5% chance of infection, < 1% chance of hospital, 0.3%
by btd (2020-05-16 12:07:24)
Edited on 2020-05-16 12:12:25

In reply to: If little risk, why insist on a waiver of liability? *  posted by TerryD


chance of death -- and that's with the high risk pool of people. For people under the age of 25, the death rate is below 0.1%. So, you have a 99.9% chance of not dying if you are a student at ND, even if you do get it. Better yet, you don't go home to the older people when you live at a college.

So, why force people to sign a waiver? Because 0.1% * 10,000 = 10. Those 10 will attempt to collect money. The waivers let the other 9,990 continue living their lives versus making all 10k suffer to protect the 10.

EDIT: Approximately 4 students die every year at ND. My brother was one of them in 1984, class of 1986. 6 died in his class. Point being, 10 is a sad number, but it's not radically out of range from what happens under the absolute normal use case.

Also -- above is with standard mitigation and ignores the fact that the death rate drops as treatments continue to evolve and a vaccine with partial affect will exist starting spring semester. Flu vaccines are only about 64% effective -- and 55k people die per year in the US -- so people should mentally adjust to accept this the same as flu even when a vaccine exists.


*TASK DIRECTIONS*:
Pictures stay out of the copy. Everything else in the records must be repeated exactly.

*RECORDED DATA*:
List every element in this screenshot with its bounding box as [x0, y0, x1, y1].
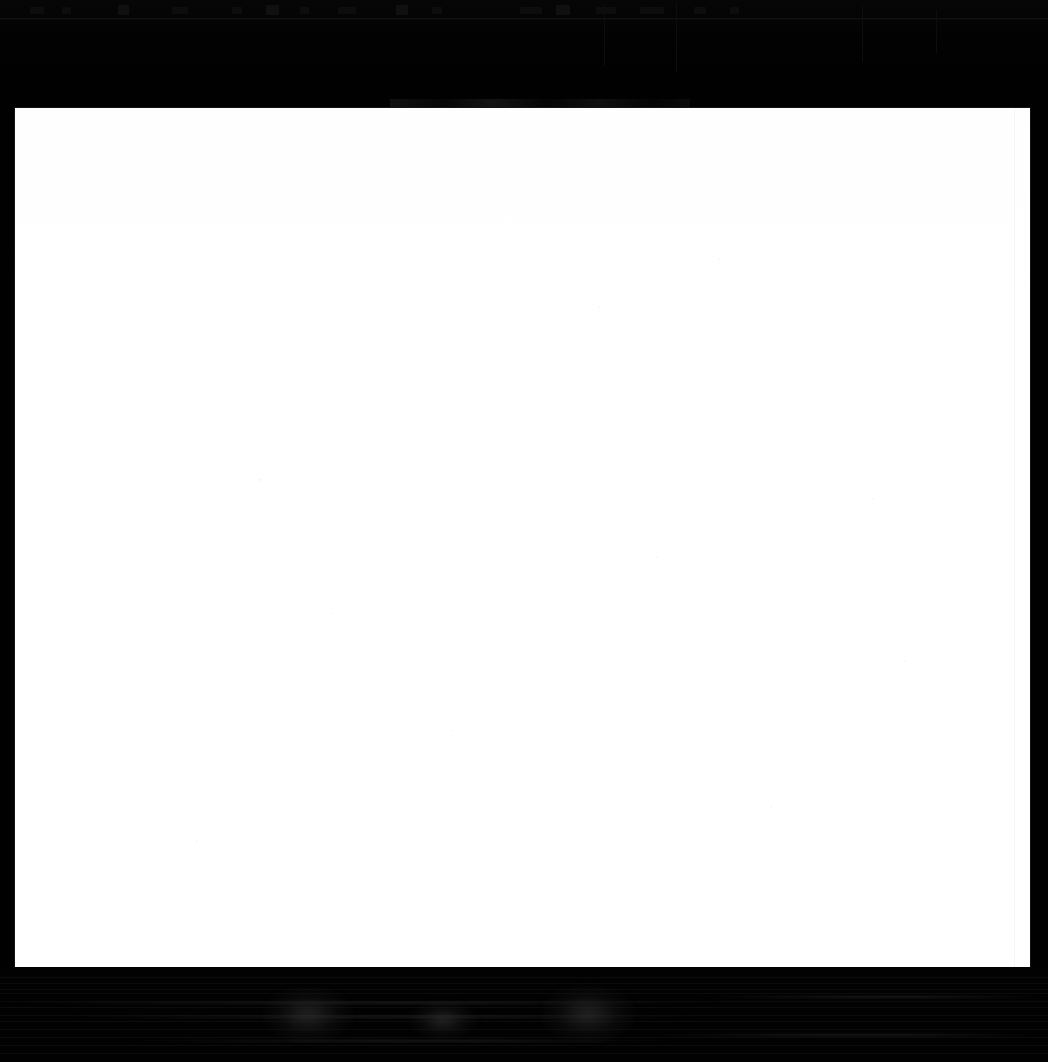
toolbar-ghost-item[interactable] [232, 7, 242, 14]
scanline [0, 1007, 1048, 1008]
horizontal-streak [120, 1040, 680, 1042]
toolbar-ghost-item[interactable] [694, 7, 706, 14]
horizontal-streak [640, 1034, 1048, 1036]
compression-speckle [656, 556, 658, 558]
panel-seam [676, 2, 677, 72]
toolbar-ghost-item[interactable] [300, 7, 309, 14]
main-content-panel[interactable] [15, 108, 1030, 967]
scanline [0, 983, 1048, 984]
scanline [0, 1045, 1048, 1046]
taskbar-ghost-item[interactable] [408, 1000, 478, 1040]
taskbar-ghost-item[interactable] [262, 986, 354, 1044]
toolbar-ghost-item[interactable] [520, 7, 542, 14]
compression-speckle [770, 806, 772, 808]
taskbar-ghost-item[interactable] [540, 984, 636, 1044]
scanline [0, 1037, 1048, 1038]
top-chrome-band [0, 0, 1048, 108]
toolbar-ghost-item[interactable] [596, 7, 616, 14]
compression-speckle [258, 478, 261, 481]
scanline [0, 989, 1048, 990]
compression-speckle [330, 612, 332, 614]
scanline [0, 1021, 1048, 1022]
scanline [0, 977, 1048, 978]
compression-speckle [196, 840, 198, 842]
scanline [0, 1029, 1048, 1030]
horizontal-streak [60, 1016, 700, 1018]
scanline [0, 993, 1048, 994]
compression-speckle [598, 306, 600, 308]
toolbar-ghost-item[interactable] [432, 7, 442, 14]
toolbar-ghost-item[interactable] [62, 7, 71, 14]
toolbar-ghost-item[interactable] [556, 5, 570, 15]
compression-speckle [718, 258, 720, 260]
bottom-chrome-band [0, 967, 1048, 1062]
compression-speckle [452, 730, 454, 732]
compression-speckle [904, 660, 906, 662]
horizontal-streak [700, 996, 1048, 998]
panel-seam [862, 6, 863, 62]
panel-seam [604, 4, 605, 66]
content-surface [15, 108, 1030, 967]
toolbar-ghost-item[interactable] [338, 7, 356, 14]
toolbar-ghost-item[interactable] [730, 7, 739, 14]
compression-speckle [872, 498, 874, 500]
toolbar-ghost-item[interactable] [172, 7, 188, 14]
toolbar-ghost-item[interactable] [30, 7, 44, 14]
toolbar-ghost-item[interactable] [396, 5, 408, 15]
panel-seam [936, 10, 937, 54]
unreadable-text-strip [390, 99, 690, 107]
panel-right-seam [1014, 108, 1015, 967]
toolbar-divider-shadow [0, 19, 1048, 20]
toolbar-ghost-item[interactable] [640, 7, 664, 14]
screenshot-root [0, 0, 1048, 1062]
toolbar-ghost-item[interactable] [118, 5, 129, 15]
toolbar-ghost-item[interactable] [266, 5, 279, 15]
scanline [0, 1053, 1048, 1054]
horizontal-streak [0, 1002, 720, 1004]
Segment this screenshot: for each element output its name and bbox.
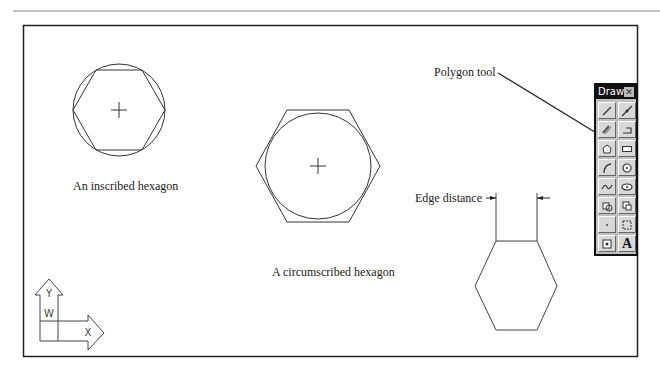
construction-line-icon: [621, 105, 633, 117]
hatch-tool-button[interactable]: [618, 216, 636, 233]
spline-tool-button[interactable]: [598, 178, 616, 195]
polygon-tool-leader: [498, 73, 603, 137]
hatch-icon: [621, 219, 633, 231]
insert-block-tool-button[interactable]: [598, 197, 616, 214]
inscribed-hexagon-caption: An inscribed hexagon: [73, 179, 178, 194]
inscribed-hexagon-figure: [73, 64, 165, 156]
ucs-icon: Y W X: [35, 279, 104, 350]
region-icon: [601, 238, 613, 250]
point-icon: [601, 219, 613, 231]
make-block-tool-button[interactable]: [618, 197, 636, 214]
arrowhead-left: [490, 196, 496, 200]
ucs-w-label: W: [44, 308, 54, 319]
ellipse-tool-button[interactable]: [618, 178, 636, 195]
polygon-icon: [601, 143, 613, 155]
circumscribed-hexagon-figure: [256, 110, 380, 222]
ellipse-icon: [621, 181, 633, 193]
arc-tool-button[interactable]: [598, 159, 616, 176]
insert-block-icon: [601, 200, 613, 212]
toolbar-title-bar[interactable]: Draw ✕: [596, 85, 636, 99]
circumscribed-hexagon-caption: A circumscribed hexagon: [272, 265, 395, 280]
circle-icon: [621, 162, 633, 174]
construction-line-tool-button[interactable]: [618, 102, 636, 119]
arrowhead-right: [537, 196, 543, 200]
circle-tool-button[interactable]: [618, 159, 636, 176]
rectangle-tool-button[interactable]: [618, 140, 636, 157]
ucs-x-label: X: [85, 327, 92, 338]
toolbar-title: Draw: [598, 86, 624, 97]
line-icon: [601, 105, 613, 117]
make-block-icon: [621, 200, 633, 212]
text-icon: A: [622, 236, 632, 252]
arc-icon: [601, 162, 613, 174]
rectangle-icon: [621, 143, 633, 155]
polyline-icon: [621, 124, 633, 136]
polygon-tool-button[interactable]: [598, 140, 616, 157]
multiline-icon: [601, 124, 613, 136]
polygon-tool-label: Polygon tool: [434, 65, 496, 80]
draw-toolbar: Draw ✕ A: [594, 83, 638, 256]
line-tool-button[interactable]: [598, 102, 616, 119]
edge-hexagon: [475, 241, 557, 330]
point-tool-button[interactable]: [598, 216, 616, 233]
region-tool-button[interactable]: [598, 235, 616, 252]
edge-distance-label: Edge distance: [415, 191, 482, 206]
polyline-tool-button[interactable]: [618, 121, 636, 138]
multiline-text-tool-button[interactable]: A: [618, 235, 636, 252]
multiline-tool-button[interactable]: [598, 121, 616, 138]
edge-distance-hexagon-figure: [475, 193, 557, 330]
spline-icon: [601, 181, 613, 193]
close-icon[interactable]: ✕: [624, 87, 634, 97]
ucs-y-label: Y: [45, 288, 53, 299]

*SOLUTION TO THIS PROBLEM*:
List every element in this screenshot with its bounding box as [x0, y0, x1, y1].
toolbar-ghost-item[interactable] [232, 7, 242, 14]
scanline [0, 1007, 1048, 1008]
horizontal-streak [120, 1040, 680, 1042]
toolbar-ghost-item[interactable] [694, 7, 706, 14]
horizontal-streak [640, 1034, 1048, 1036]
compression-speckle [656, 556, 658, 558]
panel-seam [676, 2, 677, 72]
toolbar-ghost-item[interactable] [300, 7, 309, 14]
main-content-panel[interactable] [15, 108, 1030, 967]
scanline [0, 983, 1048, 984]
scanline [0, 1045, 1048, 1046]
taskbar-ghost-item[interactable] [408, 1000, 478, 1040]
taskbar-ghost-item[interactable] [262, 986, 354, 1044]
toolbar-ghost-item[interactable] [520, 7, 542, 14]
compression-speckle [770, 806, 772, 808]
taskbar-ghost-item[interactable] [540, 984, 636, 1044]
scanline [0, 1037, 1048, 1038]
top-chrome-band [0, 0, 1048, 108]
toolbar-ghost-item[interactable] [596, 7, 616, 14]
compression-speckle [258, 478, 261, 481]
scanline [0, 989, 1048, 990]
compression-speckle [330, 612, 332, 614]
scanline [0, 1021, 1048, 1022]
scanline [0, 977, 1048, 978]
compression-speckle [196, 840, 198, 842]
scanline [0, 1029, 1048, 1030]
horizontal-streak [60, 1016, 700, 1018]
scanline [0, 993, 1048, 994]
compression-speckle [598, 306, 600, 308]
toolbar-ghost-item[interactable] [432, 7, 442, 14]
toolbar-ghost-item[interactable] [62, 7, 71, 14]
toolbar-ghost-item[interactable] [556, 5, 570, 15]
compression-speckle [718, 258, 720, 260]
bottom-chrome-band [0, 967, 1048, 1062]
compression-speckle [452, 730, 454, 732]
compression-speckle [904, 660, 906, 662]
horizontal-streak [700, 996, 1048, 998]
panel-seam [862, 6, 863, 62]
panel-seam [604, 4, 605, 66]
content-surface [15, 108, 1030, 967]
toolbar-ghost-item[interactable] [338, 7, 356, 14]
toolbar-ghost-item[interactable] [730, 7, 739, 14]
compression-speckle [872, 498, 874, 500]
toolbar-ghost-item[interactable] [172, 7, 188, 14]
toolbar-ghost-item[interactable] [30, 7, 44, 14]
toolbar-ghost-item[interactable] [396, 5, 408, 15]
panel-seam [936, 10, 937, 54]
unreadable-text-strip [390, 99, 690, 107]
panel-right-seam [1014, 108, 1015, 967]
toolbar-divider-shadow [0, 19, 1048, 20]
toolbar-ghost-item[interactable] [640, 7, 664, 14]
screenshot-root [0, 0, 1048, 1062]
toolbar-ghost-item[interactable] [118, 5, 129, 15]
toolbar-ghost-item[interactable] [266, 5, 279, 15]
scanline [0, 1053, 1048, 1054]
horizontal-streak [0, 1002, 720, 1004]
Segment this screenshot: for each element output its name and bbox.
construction-line-icon: [621, 105, 633, 117]
hatch-tool-button[interactable]: [618, 216, 636, 233]
spline-tool-button[interactable]: [598, 178, 616, 195]
polygon-tool-leader: [498, 73, 603, 137]
hatch-icon: [621, 219, 633, 231]
insert-block-tool-button[interactable]: [598, 197, 616, 214]
inscribed-hexagon-caption: An inscribed hexagon: [73, 179, 178, 194]
inscribed-hexagon-figure: [73, 64, 165, 156]
ucs-icon: Y W X: [35, 279, 104, 350]
region-icon: [601, 238, 613, 250]
point-icon: [601, 219, 613, 231]
make-block-tool-button[interactable]: [618, 197, 636, 214]
arrowhead-left: [490, 196, 496, 200]
ucs-w-label: W: [44, 308, 54, 319]
ellipse-tool-button[interactable]: [618, 178, 636, 195]
polygon-icon: [601, 143, 613, 155]
circumscribed-hexagon-figure: [256, 110, 380, 222]
ellipse-icon: [621, 181, 633, 193]
arc-tool-button[interactable]: [598, 159, 616, 176]
insert-block-icon: [601, 200, 613, 212]
toolbar-title-bar[interactable]: Draw ✕: [596, 85, 636, 99]
circumscribed-hexagon-caption: A circumscribed hexagon: [272, 265, 395, 280]
circle-icon: [621, 162, 633, 174]
construction-line-tool-button[interactable]: [618, 102, 636, 119]
arrowhead-right: [537, 196, 543, 200]
circle-tool-button[interactable]: [618, 159, 636, 176]
rectangle-tool-button[interactable]: [618, 140, 636, 157]
ucs-x-label: X: [85, 327, 92, 338]
toolbar-title: Draw: [598, 86, 624, 97]
line-icon: [601, 105, 613, 117]
make-block-icon: [621, 200, 633, 212]
text-icon: A: [622, 236, 632, 252]
arc-icon: [601, 162, 613, 174]
rectangle-icon: [621, 143, 633, 155]
polyline-icon: [621, 124, 633, 136]
polygon-tool-button[interactable]: [598, 140, 616, 157]
multiline-icon: [601, 124, 613, 136]
polygon-tool-label: Polygon tool: [434, 65, 496, 80]
draw-toolbar: Draw ✕ A: [594, 83, 638, 256]
line-tool-button[interactable]: [598, 102, 616, 119]
edge-hexagon: [475, 241, 557, 330]
point-tool-button[interactable]: [598, 216, 616, 233]
region-tool-button[interactable]: [598, 235, 616, 252]
edge-distance-label: Edge distance: [415, 191, 482, 206]
polyline-tool-button[interactable]: [618, 121, 636, 138]
multiline-text-tool-button[interactable]: A: [618, 235, 636, 252]
multiline-tool-button[interactable]: [598, 121, 616, 138]
edge-distance-hexagon-figure: [475, 193, 557, 330]
spline-icon: [601, 181, 613, 193]
close-icon[interactable]: ✕: [624, 87, 634, 97]
ucs-y-label: Y: [45, 288, 53, 299]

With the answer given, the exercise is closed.